Pros and cons of the design system
If I had a few seconds to explain to you what a Design System is, I would start with the following definition:
A design system is built on a visual style, documentation, and code snippets. You can copy and paste elements (components) from a library and quickly build a new project.
To sum up: design tools, fragments of code, and descriptions of UI elements that are implemented in a Design System make products adopt more efficiently and cohesively.
What’s good about design systems?
Saves time and money for design, dev, and product teams
With functional component and pattern libraries, your team can take UI assets and code snippets and run with them, knowing they will work. These assets and components are fast and clean to implement since special care is taken to build things the right way the first time. These save the time traditionally spent on research, meetings, and development, and give it back to your team to spend innovating, learning, and perfecting their projects.
Ownership of the system is distributed
More dependencies on the system mean more people care about the system is the best it can be, which incentivizes working together rather than apart.
One source of truth
This means better brand consistency across all channels. No more using over a hundred different shades of grey, or five primary buttons that don’t even show up in your style guide. If your brand guidelines update, your design system does too and applying those sweeping changes to your products becomes much easier, faster, and safer.
Knowledge transfer becomes much easier
Design and code handoffs don’t require nearly as much auditing and onboarding if everyone understands and trusts the components.
What can be challenging?
Upfront time commitment and allocation needs.
It takes a lot of devoted work to create a solid design system. If you’re building it right, this should account for most (if not all) of the allocation for your systems team members for several months. Statistically, “successful” design systems seem to account for more elements (Things like typography, form components, voice, tone, etc) than those ranked “average” or “unsuccessful”. It takes time to save time.
Work must be done to socialize the system.
In order for a design system to be successful, it has to be used and supported by all, and everyone must know when and how to use and modify it. Teams should feel comfortable using and modifying patterns and components. This requires training, constant communication, and helping your teams take ownership of the design system.
The system must stay up to date and document.
In order for your design system to be trusted, components must be consistently updated and include the proper documentation. Failure to provide ample and thorough documentation or keep components current erodes trust in all you’ve built.
Design Systems can save a lot of time in the face of complexity, but require a big investment of time and focus. So, is all that effort going to pay off in helping your organization achieve its goals? Let’s break it down.
Conclusions
A proprietary Design System is certainly more useful for companies that have a strong brand identity and values, sell proprietary products and services that evolve over time, and operate across multiple channels.
An open-source Design System, on the other hand, could be a good starting point for companies or start-ups that do not yet have a well-defined identity and do not yet have the tools to develop their own DS.
It is important to ask yourself the right questions at the beginning of the project. If you define the requirements well, it will be clearer to your which way to go.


In the entries below, count every line with the word "Less". Return only the count.

----------

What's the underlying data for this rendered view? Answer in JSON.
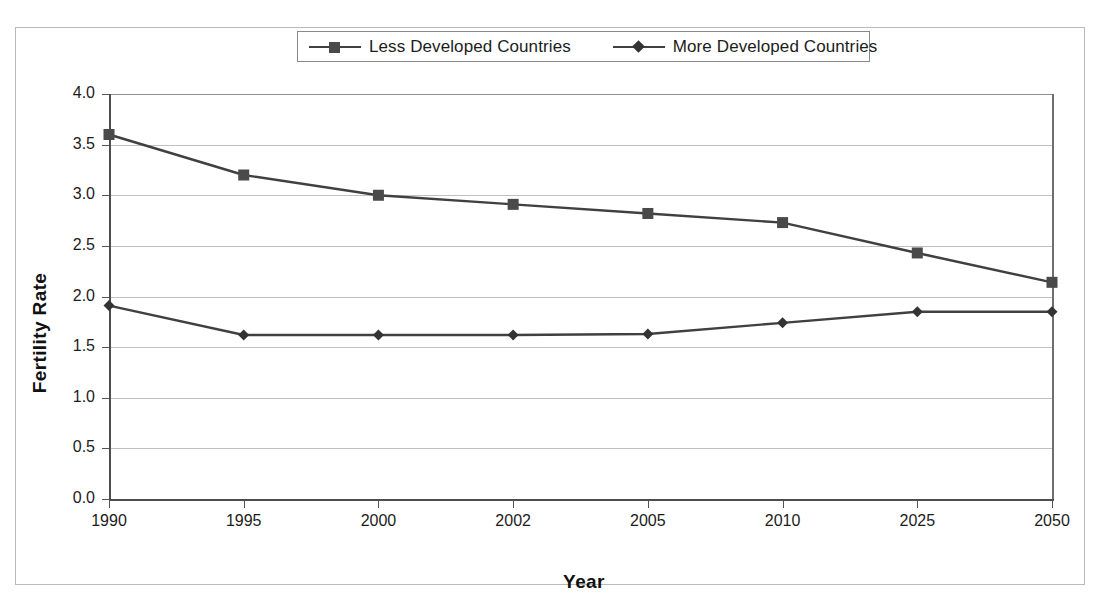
{
  "chart_data": {
    "type": "line",
    "title": "",
    "xlabel": "Year",
    "ylabel": "Fertility Rate",
    "categories": [
      "1990",
      "1995",
      "2000",
      "2002",
      "2005",
      "2010",
      "2025",
      "2050"
    ],
    "series": [
      {
        "name": "Less Developed Countries",
        "marker": "square",
        "color": "#4a4a4a",
        "values": [
          3.6,
          3.2,
          3.0,
          2.91,
          2.82,
          2.73,
          2.43,
          2.14
        ]
      },
      {
        "name": "More Developed Countries",
        "marker": "diamond",
        "color": "#333333",
        "values": [
          1.91,
          1.62,
          1.62,
          1.62,
          1.63,
          1.74,
          1.85,
          1.85
        ]
      }
    ],
    "ylim": [
      0.0,
      4.0
    ],
    "yticks": [
      "0.0",
      "0.5",
      "1.0",
      "1.5",
      "2.0",
      "2.5",
      "3.0",
      "3.5",
      "4.0"
    ],
    "ytick_values": [
      0.0,
      0.5,
      1.0,
      1.5,
      2.0,
      2.5,
      3.0,
      3.5,
      4.0
    ],
    "grid": true,
    "legend_position": "top"
  },
  "legend": {
    "entries": [
      {
        "label": "Less Developed Countries",
        "marker": "square-marker-icon"
      },
      {
        "label": "More Developed Countries",
        "marker": "diamond-marker-icon"
      }
    ]
  },
  "colors": {
    "series_line": "#404040",
    "gridline": "#c0c0c0",
    "axis": "#4d4d4d",
    "frame_border": "#b9b9b9",
    "legend_border": "#8a8a8a",
    "text": "#1c1c1c",
    "background": "#ffffff"
  }
}
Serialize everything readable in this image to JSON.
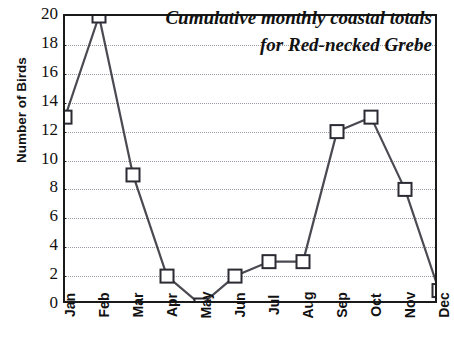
{
  "chart_data": {
    "type": "line",
    "title_lines": [
      "Cumulative monthly coastal totals",
      "for Red-necked Grebe"
    ],
    "xlabel": "",
    "ylabel": "Number of Birds",
    "categories": [
      "Jan",
      "Feb",
      "Mar",
      "Apr",
      "May",
      "Jun",
      "Jul",
      "Aug",
      "Sep",
      "Oct",
      "Nov",
      "Dec"
    ],
    "values": [
      13,
      20,
      9,
      2,
      0,
      2,
      3,
      3,
      12,
      13,
      8,
      1
    ],
    "series": [
      {
        "name": "Red-necked Grebe",
        "values": [
          13,
          20,
          9,
          2,
          0,
          2,
          3,
          3,
          12,
          13,
          8,
          1
        ]
      }
    ],
    "ylim": [
      0,
      20
    ],
    "ytick_step": 2,
    "ytick_labels": [
      "20",
      "18",
      "16",
      "14",
      "12",
      "10",
      "8",
      "6",
      "4",
      "2",
      "0"
    ],
    "ytick_values": [
      20,
      18,
      16,
      14,
      12,
      10,
      8,
      6,
      4,
      2,
      0
    ],
    "grid": true,
    "grid_axis": "y",
    "grid_style": "dotted",
    "legend": "none",
    "marker": "square",
    "marker_fill": "#ffffff",
    "colors": {
      "line": "#4a4a52",
      "marker_edge": "#2b2b33",
      "marker_fill": "#ffffff",
      "grid": "#9a9aa5",
      "axis": "#1a1a1a",
      "text": "#111111",
      "background": "#ffffff"
    }
  }
}
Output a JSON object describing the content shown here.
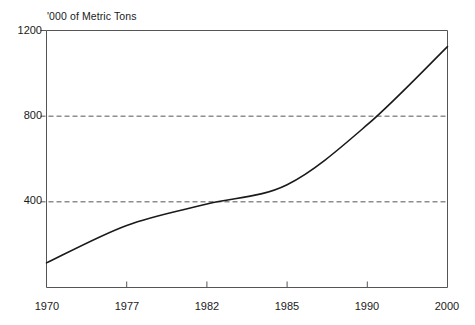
{
  "chart_data": {
    "type": "line",
    "title": "'000 of Metric Tons",
    "subtitle": "",
    "xlabel": "",
    "ylabel": "'000 of Metric Tons",
    "xlim": [
      1970,
      2000
    ],
    "ylim": [
      0,
      1200
    ],
    "grid": "horizontal-dashed-at-400-and-800",
    "legend": "none",
    "x_tick_labels": [
      "1970",
      "1977",
      "1982",
      "1985",
      "1990",
      "2000"
    ],
    "y_tick_labels": [
      "400",
      "800",
      "1200"
    ],
    "x": [
      1970,
      1977,
      1982,
      1985,
      1990,
      2000
    ],
    "series": [
      {
        "name": "Production",
        "values": [
          115,
          290,
          390,
          480,
          760,
          1125
        ]
      }
    ],
    "points": [
      {
        "x": 1970,
        "y": 115
      },
      {
        "x": 1977,
        "y": 290
      },
      {
        "x": 1982,
        "y": 390
      },
      {
        "x": 1985,
        "y": 480
      },
      {
        "x": 1990,
        "y": 760
      },
      {
        "x": 2000,
        "y": 1125
      }
    ],
    "line_color": "#1a1a1a",
    "grid_color": "#555555",
    "axis_color": "#555555",
    "background_color": "#ffffff"
  },
  "axis_title": {
    "text": "'000 of Metric Tons"
  },
  "y_axis": {
    "ticks": [
      {
        "label": "1200",
        "value": 1200
      },
      {
        "label": "800",
        "value": 800
      },
      {
        "label": "400",
        "value": 400
      }
    ]
  },
  "x_axis": {
    "ticks": [
      {
        "label": "1970",
        "value": 1970
      },
      {
        "label": "1977",
        "value": 1977
      },
      {
        "label": "1982",
        "value": 1982
      },
      {
        "label": "1985",
        "value": 1985
      },
      {
        "label": "1990",
        "value": 1990
      },
      {
        "label": "2000",
        "value": 2000
      }
    ]
  }
}
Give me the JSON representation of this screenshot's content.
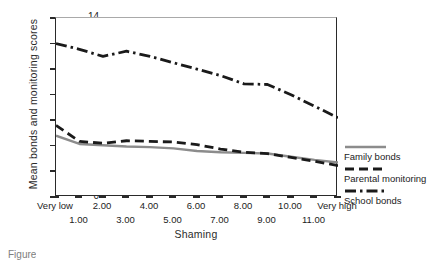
{
  "chart_data": {
    "type": "line",
    "title": "",
    "xlabel": "Shaming",
    "ylabel": "Mean bonds and monitoring scores",
    "xlim": [
      0,
      12
    ],
    "ylim": [
      0,
      14
    ],
    "grid": false,
    "legend_position": "right",
    "x": [
      0,
      1,
      2,
      3,
      4,
      5,
      6,
      7,
      8,
      9,
      10,
      11,
      12
    ],
    "x_tick_labels": [
      "Very low",
      "1.00",
      "2.00",
      "3.00",
      "4.00",
      "5.00",
      "6.00",
      "7.00",
      "8.00",
      "9.00",
      "10.00",
      "11.00",
      "Very high"
    ],
    "y_tick_labels": [
      "0",
      "2",
      "4",
      "6",
      "8",
      "10",
      "12",
      "14"
    ],
    "y_ticks": [
      0,
      2,
      4,
      6,
      8,
      10,
      12,
      14
    ],
    "series": [
      {
        "name": "Family bonds",
        "style": "solid",
        "color": "#8c8c8c",
        "values": [
          4.8,
          4.15,
          4.05,
          3.95,
          3.9,
          3.8,
          3.6,
          3.5,
          3.45,
          3.4,
          3.15,
          2.9,
          2.7
        ]
      },
      {
        "name": "Parental monitoring",
        "style": "dashed",
        "color": "#1a1a1a",
        "values": [
          5.6,
          4.35,
          4.2,
          4.4,
          4.35,
          4.3,
          4.1,
          3.75,
          3.5,
          3.4,
          3.1,
          2.8,
          2.45
        ]
      },
      {
        "name": "School bonds",
        "style": "dash-dot",
        "color": "#1a1a1a",
        "values": [
          12.0,
          11.55,
          11.0,
          11.4,
          11.0,
          10.5,
          10.0,
          9.5,
          8.85,
          8.8,
          8.0,
          7.1,
          6.2
        ]
      }
    ]
  },
  "legend": {
    "items": [
      {
        "label": "Family bonds",
        "swatch": "solid-gray-line-swatch"
      },
      {
        "label": "Parental monitoring",
        "swatch": "dashed-black-line-swatch"
      },
      {
        "label": "School bonds",
        "swatch": "dash-dot-black-line-swatch"
      }
    ]
  },
  "caption": {
    "text": "Figure"
  }
}
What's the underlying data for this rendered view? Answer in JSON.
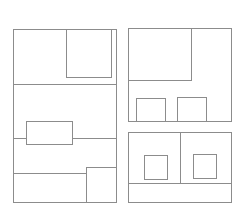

----------

* **Your solution**:
2